The head of the Catholic Church began a five-day tour of the African continent on Tuesday 31 January 2023. Before visiting South Sudan, Pope Francis will first go to the Democratic Republic of Congo (DRC), the largest Catholic country in Africa. On this occasion, environmental activists are seeking the Pope's support to stop oil and gas exploration in the Democratic Republic of Congo (DRC).

The Congolese DR Minister of Hydrocarbons, Didier Budimbu, published on 15 January 2023, the names of three North American companies, selected following a call for tenders to exploit three gas blocks in Lake Kivu, in the east of the Democratic Republic of Congo (DRC). They are Symbion Power & Red, for the Makelele block, Winds Exploration and Production LLC (Idjwi block) and Alfajiri Energy Corporation for the Lwandjofu block.

The award of these blocks is part of the plan to auction 27 oil blocks and three gas blocks adopted by the DRC at the 40th meeting of its Council of Ministers in July 2022. But the oil project does not please nature conservationists. The latter are all the more incensed because nine of the blocks up for auction are located in the sensitive ecosystem of the Central Cuvette, in the Congo River basin, the second largest forest area in the world after the Amazon. They pointed to the serious risks that oil exploration activities pose to the environment, endangered wildlife and the livelihoods of local people.

An environmentalist pope, called to the rescue

DRC: what can Pope Francis do about oil projects in protected areas©Présidence RDC

As part of his 40th apostolic journey, Pope Francis, head of the Catholic Church, arrived on the African continent on Tuesday 31 January 2023. And it is Kinshasa, the capital of the DRC, which hosts the first stage of this trip. In the wake of their multiple lobbying actions, environmental activists who oppose the Congolese government’s oil and gas projects are seeking the pope’s support.

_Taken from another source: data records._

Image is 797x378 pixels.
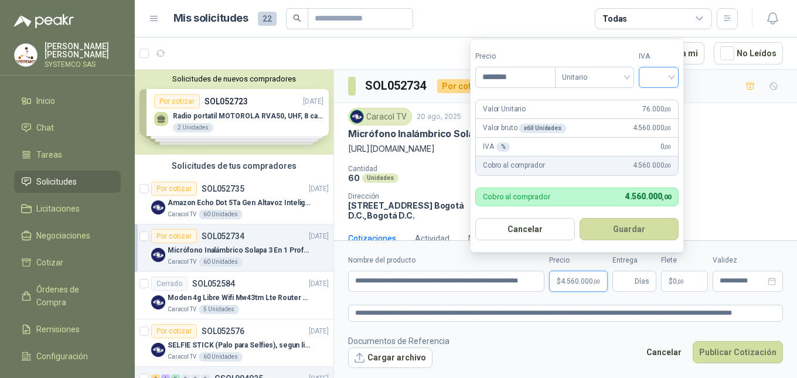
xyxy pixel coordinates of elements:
[151,229,197,243] div: Por cotizar
[14,345,121,367] a: Configuración
[45,61,121,68] p: SYSTEMCO SAS
[202,327,244,335] p: SOL052576
[192,280,235,288] p: SOL052584
[293,14,301,22] span: search
[199,210,243,219] div: 60 Unidades
[14,144,121,166] a: Tareas
[151,200,165,214] img: Company Logo
[14,224,121,247] a: Negociaciones
[36,350,88,363] span: Configuración
[14,171,121,193] a: Solicitudes
[468,232,504,245] div: Mensajes
[348,348,432,369] button: Cargar archivo
[14,318,121,340] a: Remisiones
[309,231,329,242] p: [DATE]
[258,12,277,26] span: 22
[173,10,248,27] h1: Mis solicitudes
[168,352,196,362] p: Caracol TV
[168,305,196,314] p: Caracol TV
[14,90,121,112] a: Inicio
[348,142,783,155] p: [URL][DOMAIN_NAME]
[135,272,333,319] a: CerradoSOL052584[DATE] Company LogoModen 4g Libre Wifi Mw43tm Lte Router Móvil Internet 5ghzCarac...
[602,12,627,25] div: Todas
[139,74,329,83] button: Solicitudes de nuevos compradores
[661,271,708,292] p: $ 0,00
[168,245,314,256] p: Micrófono Inalámbrico Solapa 3 En 1 Profesional F11-2 X2
[693,341,783,363] button: Publicar Cotización
[168,292,314,304] p: Moden 4g Libre Wifi Mw43tm Lte Router Móvil Internet 5ghz
[362,173,398,183] div: Unidades
[36,121,54,134] span: Chat
[151,343,165,357] img: Company Logo
[350,110,363,123] img: Company Logo
[348,128,606,140] p: Micrófono Inalámbrico Solapa 3 En 1 Profesional F11-2 X2
[309,326,329,337] p: [DATE]
[151,277,188,291] div: Cerrado
[483,104,526,115] p: Valor Unitario
[437,79,491,93] div: Por cotizar
[36,202,80,215] span: Licitaciones
[36,229,90,242] span: Negociaciones
[639,51,679,62] label: IVA
[669,278,673,285] span: $
[36,175,77,188] span: Solicitudes
[415,232,449,245] div: Actividad
[348,108,412,125] div: Caracol TV
[202,232,244,240] p: SOL052734
[168,197,314,209] p: Amazon Echo Dot 5Ta Gen Altavoz Inteligente Alexa Azul
[36,94,55,107] span: Inicio
[625,192,671,201] span: 4.560.000
[661,255,708,266] label: Flete
[168,257,196,267] p: Caracol TV
[199,257,243,267] div: 60 Unidades
[713,255,783,266] label: Validez
[36,323,80,336] span: Remisiones
[348,232,396,245] div: Cotizaciones
[202,185,244,193] p: SOL052735
[633,160,671,171] span: 4.560.000
[135,155,333,177] div: Solicitudes de tus compradores
[562,69,627,86] span: Unitario
[475,218,575,240] button: Cancelar
[168,340,314,351] p: SELFIE STICK (Palo para Selfies), segun link adjunto
[475,51,555,62] label: Precio
[483,193,550,200] p: Cobro al comprador
[519,124,566,133] div: x 60 Unidades
[45,42,121,59] p: [PERSON_NAME] [PERSON_NAME]
[36,283,110,309] span: Órdenes de Compra
[483,122,566,134] p: Valor bruto
[199,305,239,314] div: 5 Unidades
[309,278,329,289] p: [DATE]
[664,106,671,113] span: ,00
[168,210,196,219] p: Caracol TV
[151,324,197,338] div: Por cotizar
[14,14,74,28] img: Logo peakr
[593,278,600,285] span: ,00
[612,255,656,266] label: Entrega
[14,278,121,314] a: Órdenes de Compra
[348,255,544,266] label: Nombre del producto
[309,183,329,195] p: [DATE]
[348,173,360,183] p: 60
[561,278,600,285] span: 4.560.000
[664,125,671,131] span: ,00
[14,117,121,139] a: Chat
[14,197,121,220] a: Licitaciones
[662,193,671,201] span: ,00
[580,218,679,240] button: Guardar
[483,141,510,152] p: IVA
[348,165,500,173] p: Cantidad
[714,42,783,64] button: No Leídos
[135,224,333,272] a: Por cotizarSOL052734[DATE] Company LogoMicrófono Inalámbrico Solapa 3 En 1 Profesional F11-2 X2Ca...
[660,141,671,152] span: 0
[664,162,671,169] span: ,00
[348,200,476,220] p: [STREET_ADDRESS] Bogotá D.C. , Bogotá D.C.
[640,341,688,363] button: Cancelar
[664,144,671,150] span: ,00
[36,148,62,161] span: Tareas
[483,160,544,171] p: Cobro al comprador
[633,122,671,134] span: 4.560.000
[496,142,510,152] div: %
[549,271,608,292] p: $4.560.000,00
[673,278,684,285] span: 0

“We are concerned about the continued pressure from our government to intensify fossil fuel exploration in our country, which will have serious consequences for our environment, wildlife, people and climate. Our protected areas are under threat, both from oil exploration in Virunga National Park and from the oil and gas blocks the government is auctioning in the Congo Basin,” says Bonaventure Bondo, a climate justice activist in Kinshasa.

Read also-COP 27: Pope Francis invites Christians to a month of ecological conversion

“There is an urgent need to develop policies so that, in the coming years, emissions of carbon dioxide and other highly polluting gases can be drastically reduced, for example by substituting fossil fuels and developing renewable energy sources. Oil and gas exploration in the DRC is setting us up for further climate disasters that will disproportionately affect the poor. We are therefore coming together to call for an end to unjust actions aimed at benefiting the few,” said Ashley Kitisya, the anti-fossil fuel campaigner at the Laudato Si Movement, a Catholic organisation.

Pope Francis has often shown himself to be sensitive to the ecological cause. During the 2022 edition of the “Time of Creation” from 1 September to 4 October 2022, the pontiff placed the celebration under the sign of the fight against climate change. He called on Catholics and Christians of other churches to take a step towards ecological conversion.